Day 210
Writing exercise
…
It was no one fault that Melinda’s parents died in the accident. It just happened.
The day after she turned fifteen, and faced with losing her brothers and sisters in an unforgiving foster care system, she packed a bag for each and told them that they could take one toy and left.
Joey was 13, Annabel was 11, and Gertie was 9. The two youngest didn’t understand what had happened to them and wanted to know where Mom and Dad were.
There was no simple answer.
Instead, Melinda had to tell them in no uncertain terms that their lives had changed, and they had to leave. Otherwise, bad people would come and take them away.
It was emphasised by the four cars, lights flashing starkly against the dark night, the police and others coming to take them away.
After that, it was just a trial, sleeping during the day and walking at night.
It took three months. The plan if anything ever happens to their parents. Left with the eldest daughter, whom they charged with the responsibility to save their children and go to what Mom had called a safe house.
In Canada.
Three months and seven near misses, knowing everyone was looking for them. And not all of them with good intentions.
During those three months, Melinda had turned 16. Her mother had been looking forward to her 16th birthday; they were going to have a celebration.
That morning, after the other three went to sleep, failing to remember the day, Melinda cried. It felt like it was the end of the world.
Perhaps it was, in a sense.
Now, on the eve of her 18th birthday, the family was safe with their grandparents she had never met or knew about. It was almost like it had been before.
Except she knew it wasn’t.
She would always be looking over her shoulder. Even after the adjustments, like the change of names, the change of appearance, the learning of a different language and accent, German, to disguise who they had been.
It was time for the others to go back to school and resume their childhood.
For Melinda, watching the sun set behind the trees of her long-gone childhood, life would never be the same.
“You are sad, my child?”
Her grandmother, Heidi, was a kind and gentle soul, the one who had nurtured and home-schooled them as a mother would. Adolf, the grandfather, was gruff and angry but sympathetic to their situation. It was he who had toughened them up by teaching them to survive.

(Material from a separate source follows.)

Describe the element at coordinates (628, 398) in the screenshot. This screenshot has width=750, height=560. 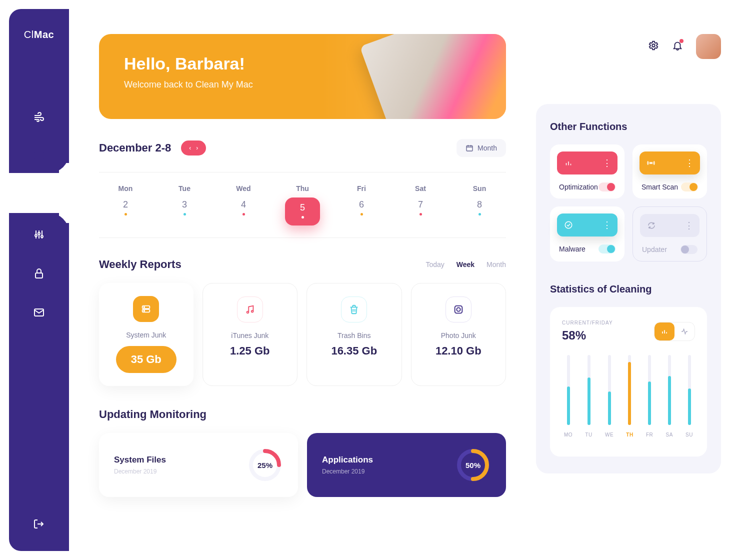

“I never got to experience all those things a young girl does, love, a broken heart, dancing, parties, just being a child, I guess.”
“There is an English expression. Youth is wasted on the young. The English have an expression for everything. You may think you have missed those golden years, but you have not. You simply spent them differently, much better than your contemporaries. As Adolf would say, come the apocalypse, who do you think will survive it?”
“Do you think there will be one?”
The sun had set, and darkness was closing in.
“Take a look around, smell the aromas of Mother Nature, savour the cool breeze as it rustles gently through the trees. This will always be here, despite the humans’ efforts to destroy it.”
It was a question she had never dared to ask, and she had impressed upon her siblings that certain questions must never be asked but now seemed to be the time.
“What really happened to my mom and dad?”
The old lady put her arm around her shoulder and hugged her. “It is not for me to say. It can only be a matter of speculation. Your grandfather went to your home some months after you arrived and obtained the police report on the accident. It read like an accident, but details are missing. There may be reasons why there may not. I think it’s best not to dwell on the past, Leisl.”
It took a while to remember who she now was, a name she selected herself, from a movie she one saw that made her happy, The Sound of Music. She used to go around the house and sing that song Sixteen Going on Seventeen while doing her chores.
Now, it was just another distant memory.
“As you wish. Do you think it’s wise that I leave now? I mean, the others seemed reconciled, but I will miss them.”
“As they will miss you, but it is not forever. You must continue your education, and you will be returning during the semester breaks. It is what your parents wanted for you.”
She had read the letter they had written, one for each of the children. It explained who the grandparents were and what was going to happen. It was part of a plan, and she had often wondered if it would have been the same if they had lived.
“But, now, we must celebrate your birthday.”